All diddle daddle done.*

‘Aaargghh. Dotti!’

I bang my hands on the cafe table. There are six of us here, the writers of the Riparian website. We meet weekly for coffee at one of Albury’s great cafes: Zoi or the Green Zebra or BBB or Canvas or Retro. We hardly ever talk about writing.

A few seconds ago I was making a point about—well it doesn’t matter now— literary appropriation, say, or the universal basic income, or the publishing industry— something that seemed important at the time. I have contributed what I thought was some big profound insight. 

And Dotti has turned it into a pun. 

I can’t even remember what the pun was now. None of us can. We can’t remember any of the puns Dotti used to drop in to our conversations, to divert us all to laughter and groans. Her word games were things of a moment, to be enjoyed and complained about and then forgotten. 

Dotti enlivened us.

I say, ‘It’s the lowest form of wit, you know.’ 

And Dotti, being a gentle soul, doesn’t point out what a lazy cliché that is, or that I have no idea who said it first, or that it isn’t even about puns, it’s about sarcasm. She doesn’t say any of that because she is kind, and also because she isn’t interested in winning points. 

Dotti is here to play. And the thing she most enjoys playing with is words. 

Remember, re-member: that was another funny word. Member, as in a cock, a pizzle, a spouter … what else? Love truncheon … maybe that was where they got ‘banged up’ from. Then there was your Member of Parliament. Your Honorable Member. And the member-ship of course, crew members, cargo members: day after day at sea … All the lives and limbs shipped out of sight, out of mind. Out of memory. Not important enough to be forgotten: just un-remembered. Dis-membered. 

 (Of Breath and Blood, p119)

Dotti loved words. She found them rich and magical and hilarious.

Rosemary lifts the envelope on the bunny rug. ‘Try me.’ .. the dimpling face, the flailing fistlets, so bonny! 

Try me. Had her mother been tried? … Women: tried and tried again; trussed and tossed into rivers to sink innocent or swim satanic

(“Rosemary” Only One Life p 50)

Dotti enjoyed stories, but more than that she enjoyed voices. Words, arranged with care, in a way that could capture the essence of another person. She spent hours in that act of generosity—to bring someone else alive on the page.

Like they said, no rest for the wicked. Wicked. With a capital letter, you could hear it, the stamp, the sizzling brand of it in the judge’s voice. ‘Wanton wickedness.’ What was it about ‘w’? Wanton, wilful, wayward, wrecked … wicked witch … wishful, witchful thinking …

(Of Breath and Blood, p 24)

Dotti’s work is rich with voices. She has left us a glorious collection of monologues, plays, poems, short stories and novels. Many publications, many awards. It is truly dazzling.

Funny word, prove. When you proved bread, you kneaded it … But when they proved you guilty, they never stopped kneading, they kneaded and kneaded till every last tiny iota of rise was kneaded out of you. Kneadless: you became needless. Even words, even sentences: their word against your word; their sentences against your … full stop.’

(Of Breath and Blood, p 119)

Dotti’s work mattered. But at another level, she knew that none of this matters. What is really important is that we can sit here in this moment and talk, that we can throw words around and roar and laugh and flap our hands up and down, because the important questions don’t have answers and because a grocer might be grosser, and a sentence is also a sentence.  

Dotti didn’t bother defending her word games. She knew that none of this is made to last. The grand statement and the silly pun are things of the moment. They dissolve and disappear. 

Words are air. They give us voice and soon, like us, they are gone.

But they are beautiful. It is all beautiful.

Thank you Dotti.

I don’t know what love is. It’s a very complicated word. Dotti would play around with that one. But in the heart love is simple.

We loved you Dotti. We love you. We’re going to miss you.

*the title of this post comes from Of Breath and Blood, p 4

*The photo shows members of the creative committee for Write Around the Murray. Dotti is third from right.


* **INSTRUCTIONS FOR THE TASK**:
Retype each entry exactly as written, and keep the pictures out of the copy.

Text-to-region grounding data
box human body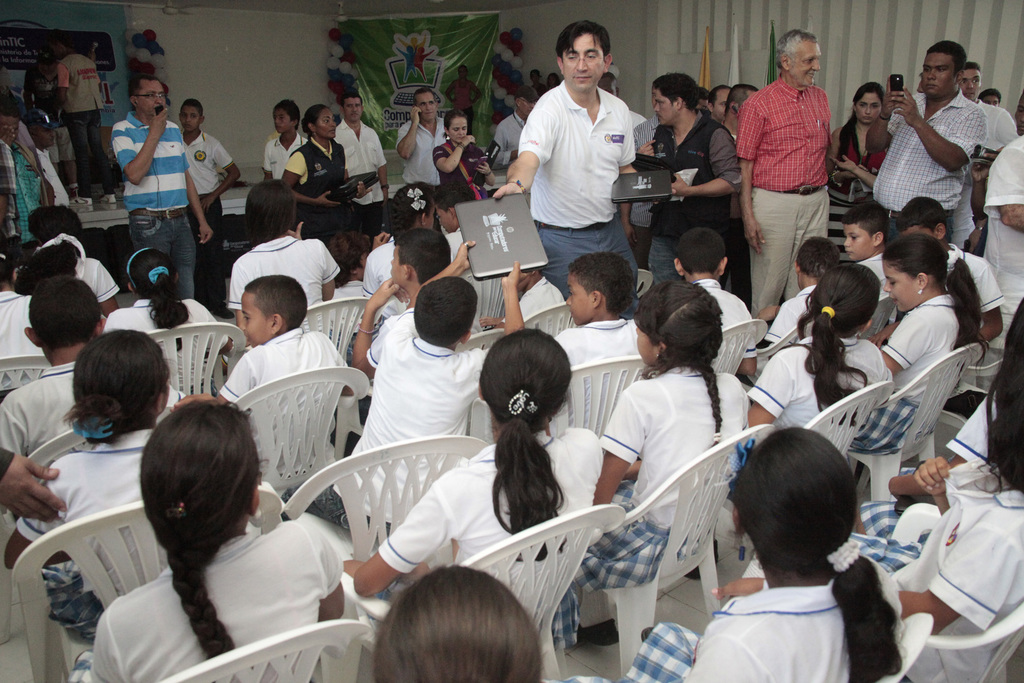
locate(0, 235, 45, 356)
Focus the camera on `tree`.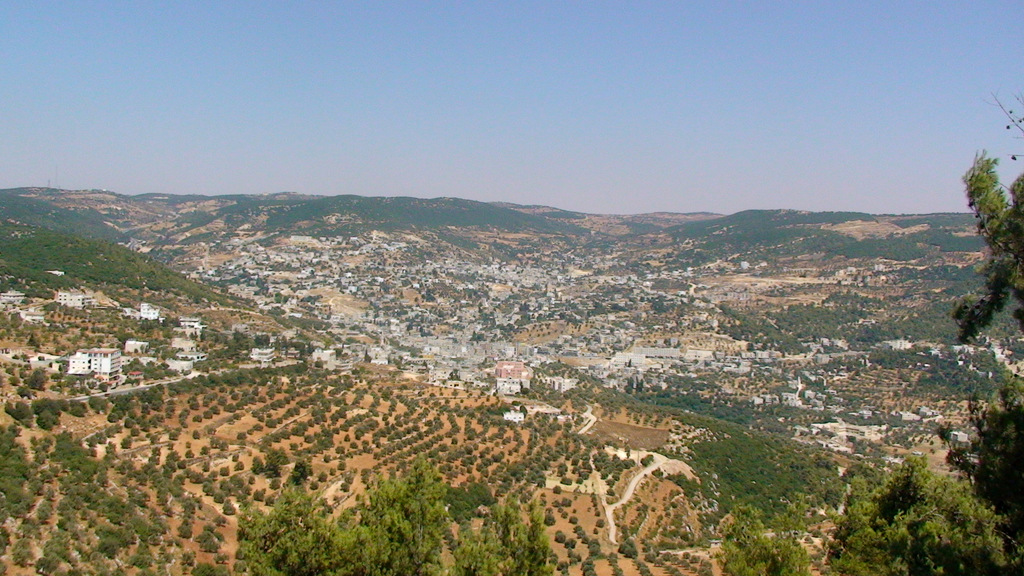
Focus region: <region>831, 453, 1023, 575</region>.
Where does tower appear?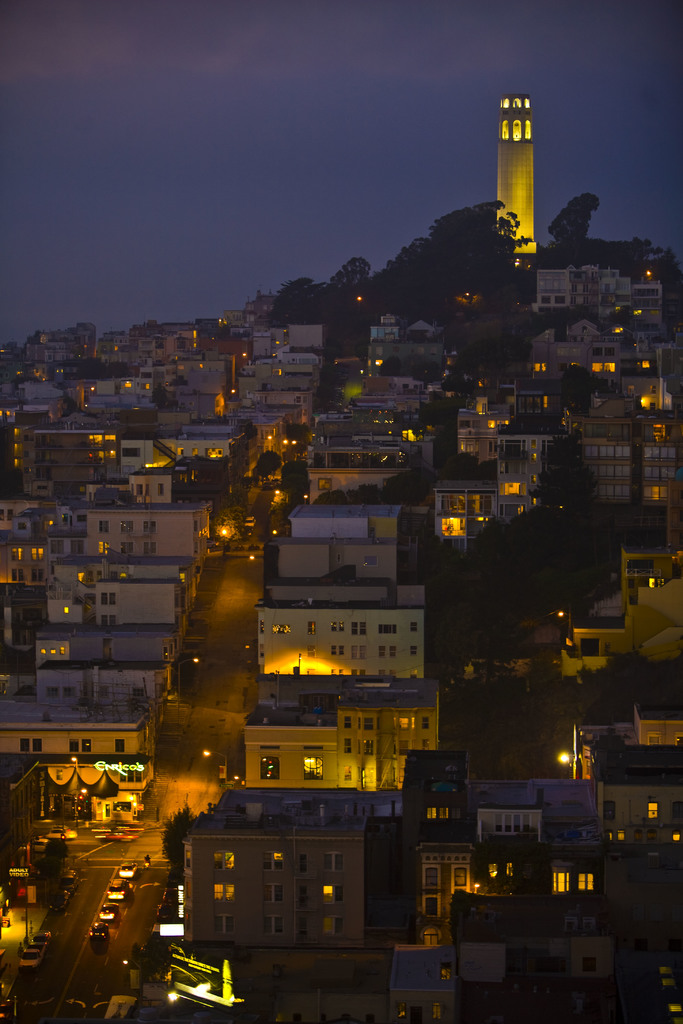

* **RESULT**:
box human body
locate(0, 235, 45, 356)
Focus the camera on `tree`.
Focus region: <region>831, 453, 1023, 575</region>.
Where does tower appear?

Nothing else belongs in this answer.